Of course, I have had much more recent discussions on the Island where Trump won by about 40 votes out of 400 cast. Many people pulled their Trump lawn signs after the famous bus remarks. I suspect many of these people still voted for him but were embarrassed to admit it. Almost all up here are white. There are two churches―one Lutheran and one Evangelical Christian which most certainly divided evenly between Hillary and the Trumpster. Young people on the Island are hugely under-or unemployed and have few prospects. They are very, very angry. I think they were for Trump. Older Islanders who did not simply retire here like me were for Trump. These folks work sporadically as carpenters, on small farms, for the electric co-op and phone company, grocery store, bars and restaurants. They feel left out by the official parties and want something to change. Those that know about the Electoral College do not want to get rid of it because they fear their voice would be even more marginalized by the big cities on the East and West Coasts.

Taxes for many of these folks are a real issue. A worker who worked at Bata Shoes or OshKosh B’Gosh work clothes (now in China) with living wages and benefits and is now working (and her/his kids are working) at Walmart, may well have family land that used to be small farms. They can’t pay rising taxes, have had to sell off some of the family land. They saw Walker’s austerity as a way out of this mess. Liberals and Democrats have been telling them to suck it up―we need money to pay for education and highways. What do we have to say about this? Nothing right now! But a campaign that directly takes on the notion of trickle-down and proposes to abolish the property tax in favor of a highly progressive income tax might find some traction. Maybe it could have a less reformist element by a property-tax-refusal action.

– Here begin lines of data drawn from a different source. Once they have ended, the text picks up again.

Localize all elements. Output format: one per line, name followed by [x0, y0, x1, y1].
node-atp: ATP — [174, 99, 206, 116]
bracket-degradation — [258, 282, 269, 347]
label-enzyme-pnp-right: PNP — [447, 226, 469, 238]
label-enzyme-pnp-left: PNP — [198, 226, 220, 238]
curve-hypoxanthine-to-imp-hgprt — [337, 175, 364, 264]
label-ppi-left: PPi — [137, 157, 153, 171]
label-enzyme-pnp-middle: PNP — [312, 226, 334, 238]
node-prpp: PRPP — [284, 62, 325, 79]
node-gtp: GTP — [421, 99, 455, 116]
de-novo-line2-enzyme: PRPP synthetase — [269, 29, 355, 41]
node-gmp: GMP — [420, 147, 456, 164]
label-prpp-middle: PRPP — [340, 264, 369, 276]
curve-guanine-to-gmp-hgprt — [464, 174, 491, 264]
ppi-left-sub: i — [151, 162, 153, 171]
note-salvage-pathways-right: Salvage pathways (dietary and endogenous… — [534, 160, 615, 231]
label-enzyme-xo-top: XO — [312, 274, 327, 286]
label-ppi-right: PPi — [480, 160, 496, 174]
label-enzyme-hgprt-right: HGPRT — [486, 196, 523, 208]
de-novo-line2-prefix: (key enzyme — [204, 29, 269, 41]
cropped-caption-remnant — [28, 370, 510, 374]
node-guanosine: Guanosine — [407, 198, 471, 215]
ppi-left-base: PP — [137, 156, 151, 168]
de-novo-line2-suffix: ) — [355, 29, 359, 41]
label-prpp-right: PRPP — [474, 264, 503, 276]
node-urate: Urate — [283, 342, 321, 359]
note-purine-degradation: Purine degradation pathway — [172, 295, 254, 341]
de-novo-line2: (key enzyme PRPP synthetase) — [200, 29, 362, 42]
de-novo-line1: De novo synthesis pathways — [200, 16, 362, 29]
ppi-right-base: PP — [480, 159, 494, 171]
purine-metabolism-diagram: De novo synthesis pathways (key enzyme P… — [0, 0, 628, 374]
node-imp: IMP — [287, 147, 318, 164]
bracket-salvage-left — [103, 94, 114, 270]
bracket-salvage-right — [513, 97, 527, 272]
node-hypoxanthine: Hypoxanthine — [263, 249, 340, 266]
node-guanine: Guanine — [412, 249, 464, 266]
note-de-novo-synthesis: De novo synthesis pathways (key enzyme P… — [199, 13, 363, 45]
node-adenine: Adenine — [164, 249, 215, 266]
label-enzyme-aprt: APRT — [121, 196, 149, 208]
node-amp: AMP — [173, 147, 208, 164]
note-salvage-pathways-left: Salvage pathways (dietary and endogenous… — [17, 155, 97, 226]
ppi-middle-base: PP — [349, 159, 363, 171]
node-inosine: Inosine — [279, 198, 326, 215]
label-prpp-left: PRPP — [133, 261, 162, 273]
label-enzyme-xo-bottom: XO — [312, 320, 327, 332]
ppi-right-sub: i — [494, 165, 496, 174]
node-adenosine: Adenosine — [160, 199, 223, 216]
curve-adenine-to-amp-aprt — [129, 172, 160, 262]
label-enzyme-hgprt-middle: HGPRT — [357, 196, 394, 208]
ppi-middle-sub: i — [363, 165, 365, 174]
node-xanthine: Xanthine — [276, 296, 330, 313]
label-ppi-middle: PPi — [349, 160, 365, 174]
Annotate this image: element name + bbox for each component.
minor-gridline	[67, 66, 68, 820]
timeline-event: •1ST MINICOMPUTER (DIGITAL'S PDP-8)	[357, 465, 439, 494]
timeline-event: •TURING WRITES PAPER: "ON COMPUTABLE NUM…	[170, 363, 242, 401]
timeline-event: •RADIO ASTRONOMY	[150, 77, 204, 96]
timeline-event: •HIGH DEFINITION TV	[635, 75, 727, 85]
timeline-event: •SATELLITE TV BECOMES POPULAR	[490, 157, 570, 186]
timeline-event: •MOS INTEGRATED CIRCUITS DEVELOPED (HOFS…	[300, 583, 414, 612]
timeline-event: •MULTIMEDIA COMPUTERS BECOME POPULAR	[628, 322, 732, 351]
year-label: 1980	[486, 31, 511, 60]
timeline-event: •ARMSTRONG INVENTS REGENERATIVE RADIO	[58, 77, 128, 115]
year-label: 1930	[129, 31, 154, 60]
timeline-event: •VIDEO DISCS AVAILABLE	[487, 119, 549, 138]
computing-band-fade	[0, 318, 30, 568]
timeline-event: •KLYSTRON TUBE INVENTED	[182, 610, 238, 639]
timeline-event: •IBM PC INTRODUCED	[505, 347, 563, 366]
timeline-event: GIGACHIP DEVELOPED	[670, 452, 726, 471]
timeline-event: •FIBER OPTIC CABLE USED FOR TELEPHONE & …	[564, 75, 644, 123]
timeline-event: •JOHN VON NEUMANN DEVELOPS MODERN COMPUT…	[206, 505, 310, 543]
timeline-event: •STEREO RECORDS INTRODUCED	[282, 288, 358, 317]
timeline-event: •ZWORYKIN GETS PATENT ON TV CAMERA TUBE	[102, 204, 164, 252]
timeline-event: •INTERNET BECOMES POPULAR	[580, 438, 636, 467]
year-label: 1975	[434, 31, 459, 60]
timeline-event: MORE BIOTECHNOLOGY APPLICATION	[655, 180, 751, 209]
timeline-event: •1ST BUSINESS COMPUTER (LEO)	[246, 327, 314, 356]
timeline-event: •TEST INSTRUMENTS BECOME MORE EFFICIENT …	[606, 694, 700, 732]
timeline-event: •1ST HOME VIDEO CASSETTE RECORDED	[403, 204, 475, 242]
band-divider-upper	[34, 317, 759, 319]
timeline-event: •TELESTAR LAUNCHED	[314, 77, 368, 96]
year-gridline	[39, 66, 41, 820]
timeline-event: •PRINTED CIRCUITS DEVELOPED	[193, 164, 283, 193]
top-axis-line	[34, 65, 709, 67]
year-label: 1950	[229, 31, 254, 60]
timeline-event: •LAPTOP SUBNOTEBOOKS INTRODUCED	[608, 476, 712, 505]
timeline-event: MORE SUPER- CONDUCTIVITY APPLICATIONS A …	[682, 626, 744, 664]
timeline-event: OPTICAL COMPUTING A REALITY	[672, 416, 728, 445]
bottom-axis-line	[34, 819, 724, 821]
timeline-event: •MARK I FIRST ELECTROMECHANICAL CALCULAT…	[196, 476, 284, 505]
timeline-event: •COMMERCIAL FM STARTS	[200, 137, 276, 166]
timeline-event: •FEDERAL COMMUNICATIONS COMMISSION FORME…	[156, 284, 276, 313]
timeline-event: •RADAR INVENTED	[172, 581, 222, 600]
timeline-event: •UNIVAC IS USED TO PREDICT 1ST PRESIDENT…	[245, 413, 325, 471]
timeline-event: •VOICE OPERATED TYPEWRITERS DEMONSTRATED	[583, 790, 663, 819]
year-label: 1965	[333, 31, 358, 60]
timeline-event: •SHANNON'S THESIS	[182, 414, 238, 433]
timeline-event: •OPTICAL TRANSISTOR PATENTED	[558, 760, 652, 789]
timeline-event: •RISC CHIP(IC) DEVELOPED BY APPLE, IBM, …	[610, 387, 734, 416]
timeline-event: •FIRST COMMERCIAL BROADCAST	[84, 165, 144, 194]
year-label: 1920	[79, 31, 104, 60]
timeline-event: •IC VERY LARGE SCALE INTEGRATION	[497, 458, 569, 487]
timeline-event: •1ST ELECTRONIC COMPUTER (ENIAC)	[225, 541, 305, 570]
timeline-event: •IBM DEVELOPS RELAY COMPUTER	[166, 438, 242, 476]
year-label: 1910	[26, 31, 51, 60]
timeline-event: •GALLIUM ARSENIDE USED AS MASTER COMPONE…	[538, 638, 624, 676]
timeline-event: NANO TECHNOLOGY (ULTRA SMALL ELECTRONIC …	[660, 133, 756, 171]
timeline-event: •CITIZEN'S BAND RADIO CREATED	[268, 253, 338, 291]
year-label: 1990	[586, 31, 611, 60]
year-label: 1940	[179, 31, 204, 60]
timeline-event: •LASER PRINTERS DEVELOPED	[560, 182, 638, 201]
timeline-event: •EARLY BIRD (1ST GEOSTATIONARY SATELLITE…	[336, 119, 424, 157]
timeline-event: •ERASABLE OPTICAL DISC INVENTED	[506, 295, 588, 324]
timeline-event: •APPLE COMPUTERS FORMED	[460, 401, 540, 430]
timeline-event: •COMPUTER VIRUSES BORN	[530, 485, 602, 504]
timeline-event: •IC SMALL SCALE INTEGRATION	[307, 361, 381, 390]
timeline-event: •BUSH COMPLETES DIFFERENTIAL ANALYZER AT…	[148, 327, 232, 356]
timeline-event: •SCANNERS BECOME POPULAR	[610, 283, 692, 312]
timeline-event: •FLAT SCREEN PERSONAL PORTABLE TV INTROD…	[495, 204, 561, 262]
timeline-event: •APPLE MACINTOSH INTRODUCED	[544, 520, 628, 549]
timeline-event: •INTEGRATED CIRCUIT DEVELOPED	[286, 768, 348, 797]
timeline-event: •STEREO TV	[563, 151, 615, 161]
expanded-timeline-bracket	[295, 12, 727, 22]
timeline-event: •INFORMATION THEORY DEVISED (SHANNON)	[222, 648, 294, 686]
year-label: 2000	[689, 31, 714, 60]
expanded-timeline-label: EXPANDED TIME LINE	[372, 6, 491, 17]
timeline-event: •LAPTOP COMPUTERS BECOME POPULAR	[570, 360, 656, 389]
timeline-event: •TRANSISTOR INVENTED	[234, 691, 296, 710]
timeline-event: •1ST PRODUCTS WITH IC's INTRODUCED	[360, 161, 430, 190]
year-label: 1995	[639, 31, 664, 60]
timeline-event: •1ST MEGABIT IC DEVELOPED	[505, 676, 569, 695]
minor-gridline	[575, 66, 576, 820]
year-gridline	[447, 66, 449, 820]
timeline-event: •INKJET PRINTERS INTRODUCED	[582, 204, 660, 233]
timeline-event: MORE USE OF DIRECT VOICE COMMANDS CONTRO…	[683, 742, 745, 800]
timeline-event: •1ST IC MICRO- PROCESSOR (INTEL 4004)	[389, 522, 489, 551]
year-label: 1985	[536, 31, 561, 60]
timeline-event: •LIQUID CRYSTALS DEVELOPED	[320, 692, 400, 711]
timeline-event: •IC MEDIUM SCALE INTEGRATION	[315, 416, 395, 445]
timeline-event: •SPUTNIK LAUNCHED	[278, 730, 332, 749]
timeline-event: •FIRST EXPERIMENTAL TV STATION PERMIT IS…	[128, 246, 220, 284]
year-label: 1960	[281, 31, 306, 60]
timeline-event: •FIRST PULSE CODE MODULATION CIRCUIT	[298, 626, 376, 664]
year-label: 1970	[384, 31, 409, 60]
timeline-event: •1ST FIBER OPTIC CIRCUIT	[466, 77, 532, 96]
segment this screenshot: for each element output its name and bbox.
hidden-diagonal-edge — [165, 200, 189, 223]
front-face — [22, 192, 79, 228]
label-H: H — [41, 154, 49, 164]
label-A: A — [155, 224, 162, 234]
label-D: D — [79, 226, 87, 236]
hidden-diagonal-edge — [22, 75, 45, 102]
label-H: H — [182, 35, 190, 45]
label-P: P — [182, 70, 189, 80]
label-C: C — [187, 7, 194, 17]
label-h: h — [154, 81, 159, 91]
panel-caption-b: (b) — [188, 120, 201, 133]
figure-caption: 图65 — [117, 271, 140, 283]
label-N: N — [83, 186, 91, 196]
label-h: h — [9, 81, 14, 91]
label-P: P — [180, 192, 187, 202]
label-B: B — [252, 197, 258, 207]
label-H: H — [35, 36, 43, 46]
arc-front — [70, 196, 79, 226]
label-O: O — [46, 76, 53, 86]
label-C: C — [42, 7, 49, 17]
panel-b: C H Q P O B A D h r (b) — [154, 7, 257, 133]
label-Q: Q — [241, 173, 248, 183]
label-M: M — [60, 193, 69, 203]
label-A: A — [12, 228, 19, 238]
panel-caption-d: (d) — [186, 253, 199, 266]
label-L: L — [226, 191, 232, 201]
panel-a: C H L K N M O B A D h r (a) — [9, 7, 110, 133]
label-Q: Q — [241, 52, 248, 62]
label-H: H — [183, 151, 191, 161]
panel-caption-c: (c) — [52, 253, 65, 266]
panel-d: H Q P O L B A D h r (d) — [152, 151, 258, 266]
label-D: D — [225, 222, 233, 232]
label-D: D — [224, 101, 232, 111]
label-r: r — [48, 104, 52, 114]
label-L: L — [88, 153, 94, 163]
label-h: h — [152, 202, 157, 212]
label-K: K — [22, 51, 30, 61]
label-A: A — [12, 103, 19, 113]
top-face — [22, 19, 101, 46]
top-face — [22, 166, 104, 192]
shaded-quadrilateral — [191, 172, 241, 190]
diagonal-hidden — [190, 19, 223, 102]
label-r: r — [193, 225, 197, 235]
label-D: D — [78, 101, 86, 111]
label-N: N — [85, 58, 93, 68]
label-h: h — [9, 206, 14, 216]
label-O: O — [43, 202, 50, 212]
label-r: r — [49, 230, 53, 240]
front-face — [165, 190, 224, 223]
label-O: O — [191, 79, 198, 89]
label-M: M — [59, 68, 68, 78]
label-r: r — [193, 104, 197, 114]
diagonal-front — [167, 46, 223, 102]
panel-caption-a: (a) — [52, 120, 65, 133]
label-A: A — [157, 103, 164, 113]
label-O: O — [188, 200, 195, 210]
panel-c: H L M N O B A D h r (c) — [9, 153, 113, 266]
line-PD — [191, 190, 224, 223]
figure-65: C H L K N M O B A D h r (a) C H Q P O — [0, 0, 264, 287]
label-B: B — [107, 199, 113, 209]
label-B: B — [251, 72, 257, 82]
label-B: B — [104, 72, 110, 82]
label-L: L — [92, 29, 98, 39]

On the other hand, retired liberals including businesspeople, college professors, schoolteachers, scientists and at least two retired CIA agents voted solidly for Hillary. They, of course, are not usually in dire circumstances economically.

Basically what I’ve heard is a desire for some sort of change and many were convinced that Hillary was more of the same. This accounts more than anything else for pro-Trump. The “icky” factor seemed about evenly divided. Hillary was not only more of the same but seen as a money-grubbing crook in bed with the bankers. Of course, anti-woman, anti-immigrant, anti-all-things-not-white played a role, but not the only role, in determining who is less icky. I think the idea that it is simply racism, sexism or stupidity is being overblown. Of course there is more of that than we would like but I don’t think that is the heart of it. I think it is more the result of a rejection of all public policies and political parties of the last 25–30 years and a failure on the part of the left to offer any alternatives.

The best opportunity we had in Wisconsin was when Scott Walker was elected governor and began to push an anti-union austerity agenda. Many people went to Madison from around the state to protest and even occupied the Capitol building. There was a great deal of anger throughout the state. But there was no left with a program or a strategic direction that most of these could relate to. So into the void stepped the AFL-CIO and proposed a recall campaign that wanted to replace Walker with a mainline Democrat. All the energy and anger went into the campaign. Young people went door to door with union funding. But “rural whites” were able to unite around the notion that they didn’t want a mainline Democrat as governor and voted the recall down. Not only did the unions shut down the impulses of thousands of Wisconsinites but they also provided the groundwork for the sort of organization that eventually assured a Trump victory.

Trump stepped into a void. Categories like “Latino,” let alone “Hispanic,” are useless. Thirty percent of such voters went for Trump. Some of them are established in the United States with papers to prove it and don’t want others to enter and compete for the crumbs. I heard one person described as “Hispanic” say on public radio: “We are not monolithic.” Working class and de-classed Black people have been screwed as much if not more than the so called “non–college educated whites.” I would bet when the dust settles we will discover that many of them joined me and George Carlin on Election Day, and stayed home.